Abstract

The use of voice search has seen a significant increase over the past few years with the rise of voice-enabled devices. Voice search, by construction, affords information about the user that is not available in conventional text search. Most notably, implicit information obtained from raw audio can be used to tailor the underlying content retrieval system to more closely match user preferences. To maximise utility with minimal user input, however, an optimal voice search system should be able to perform tasks of this nature with minimal supervision. In this paper, we present a set of novel methods for inferring information about users of voice search without explicit enrolment and demonstrate subsequent enhancements to personalisation. Further, we show how this work helps in reducing computational cost by reducing the number of possibilities considered by our natural-language understanding (NLU) system.

Introduction

Due to the rising popularity of virtual assistants like Amazon’s Alexa, Apple’s Siri, and Google Assistant, the modern consumer has grown accustomed to using conversation services while interacting with electronic devices and moving around the home to achieve tasks that would otherwise require “hands-on” human interaction, such as typing a query into a search engine or changing a music playlist. In addition to making these tasks simpler, the use of voice could provide additional contextual information (age, gender, sentiment, etc.) about the speaker that may then be further used to enhance the user experience.

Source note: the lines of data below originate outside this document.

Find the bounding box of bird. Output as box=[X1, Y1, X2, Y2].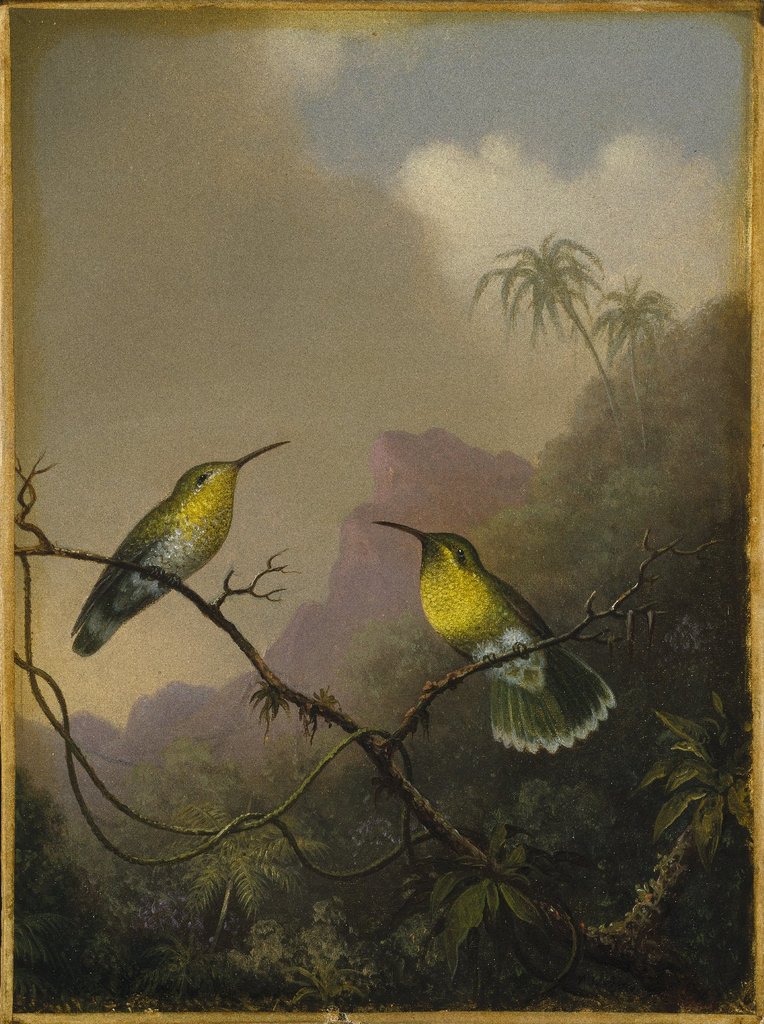
box=[371, 518, 621, 762].
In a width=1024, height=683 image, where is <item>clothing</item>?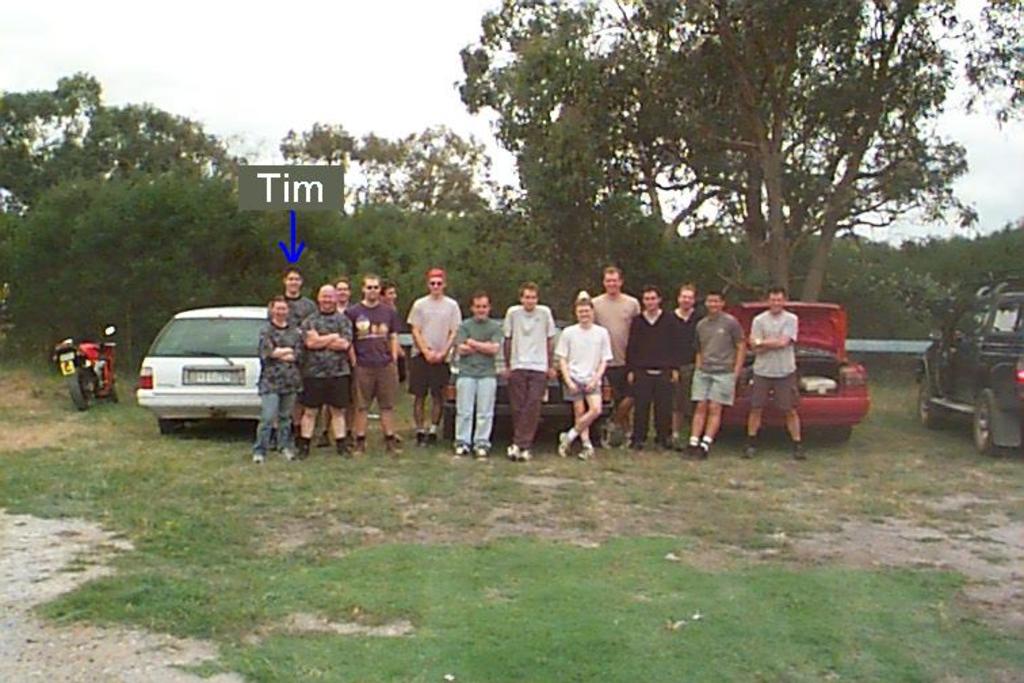
{"x1": 455, "y1": 313, "x2": 497, "y2": 446}.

In this paper, we describe a novel, efficient and effective strategy that could be used to enhance the discovery experience for voice remote users by attaching context to the string of text passed to backend search. The basis of the solution centres around personalisation at the level of an anonymous but individual user in a household. To present our strategy, we have broken the end-to-end solution into multiple parts. First, we obtain information about the speaker using certain acoustic features extracted from the audio. Next, we fold in metadata that we have crafted around the offered content. This component is crucial for inferring the relevance of content to the individual user. In the scope of our research, this was limited to age-based relevance. The third step is to utilise what we have gleaned from the previous steps in real-time to optimise natural language understanding and backend search. In doing so, we close the loop of enhanced entertainment discovery by matching a user to a collection of relevant content - in the absence of explicit user identification.

In what follows, we provide a discussion of the steps outlined above, including an overview of the dataset used during development, details related to the underlying learning algorithms used, and various measures of performance. We complement this work with results from case studies and explain operational benefits from our approach. In closing, we summarise our work and highlight areas of future research.